Why Hillary and Bernie are Wrong About Wall Street
As Hillary Clinton and Bernie Sanders try to one-up each other on Wall Street reforms – you know, so the big bad bankers never get to wreck the economy again – I can’t figure out how they managed to leave out the most important part of the story: as I see it, the politicians CAUSED the subprime mortgage crisis that led to the economic meltdown.
If the Democratic presidential frontrunners want to get tough on those responsible for the financial crisis, maybe they should look at their own party.
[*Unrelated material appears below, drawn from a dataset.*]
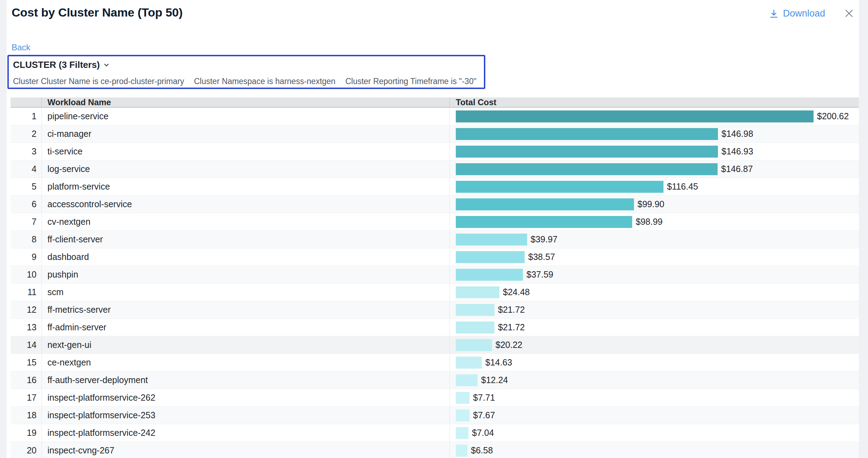  What do you see at coordinates (245, 433) in the screenshot?
I see `workload-name-cell: inspect-platformservice-242` at bounding box center [245, 433].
Truth is, in my opinion, regulators and legislators, along with a host of other co-conspirators, had at least as much to do with it as the big banks did.
Far be it from me – a relatively impartial observer – to point out that an almost ludicrously long list of bad actors were involved in systematically circumventing, breaking, or changing the rules that were meant to prevent this sort of thing from happening, all for political and financial gain.
It all started with the Community Reinvestment Act of 1977. Originally designed for low-income families to obtain mortgages, a long string of subsequent revisions, amendments and related legislation over the next quarter century turned good intentions into politically motivated madness.
One by one, all the checks and balances intended to keep lenders from writing risky loans were undermined. Then, in the early years of the new millennium, the Department of Housing and Urban Development (HUD) had Fannie Mae dedicate half its funds to back affordable housing, including hundreds of billions of dollars in bad loans.
Not surprisingly, a handful of greedy individuals took advantage of the political climate. As CEO of the nation’s biggest mortgage lender, Countrywide Financial, and cofounder of mortgage investment bank IndyMac, Angelo Mozilo was, in my opinion, one of the kingpins of predatory lending practices.
Meanwhile Marion and Herb Sandler – founders of World Savings Bank and parent company Golden West Financial and pioneers of the option ARM – made $2.3 billion when they sold the company and its portfolio of problem mortgages and loans to Wachovia for $24 billion, leading to the bank’s collapse and subsequent sale to Wells Fargo.
Former Fed Chairman Alan Greenspan and Treasury Secretary Robert Rubin both supported deregulation of derivatives and subprime mortgages, not to mention keeping interest rates down, all of which served as catalysts for the financial crisis.
It was largely the efforts of Phil Gramm who, as then chairman of the Senate Banking Committee, spearheaded deregulation that led to the repeal of the much talked about Glass-Steagall Act and the exemption of over-the-counter derivatives, including credit-default swaps, from regulation.
Of course the bankers found a creative way to get all those high-risk mortgages off their balance sheets, packaging and selling them to institutions and investors all over the globe. But that scheme could not have worked if rating agencies like Standard & Poor’s and Moody’s hadn’t given them investment-grade ratings.
Much of this is explained in Mark Gilbert’s book Complicit: How Greed and Collusion Made the Credit Crisis Unstoppable.
Perhaps the greatest irony of all is that the authors of the Dodd-Frank Wall Street Reform and Consumer Protection Act, Barney Frank and Chris Dodd, supported deregulation and affordable housing as chairmen of the House Financial Services and Senate Banking committees responsible for oversight of the housing and banking sectors. That’s what you call the foxes guarding the henhouse, my friends.
I’m sure I missed a few cronies, but one thing is certain: there is plenty of blame to go around. There were more than a few greedy, power-hungry, politically motivated and just plain misguided parties complicit in the subprime mortgage crisis that led to a global financial meltdown. Yes, some big banks were involved, but so were a confederacy of politicians, regulators and corrupt mortgage lenders.
Unfortunately, America’s only getting part of the story from Hillary Clinton and Bernie Sanders. Don’t be fooled.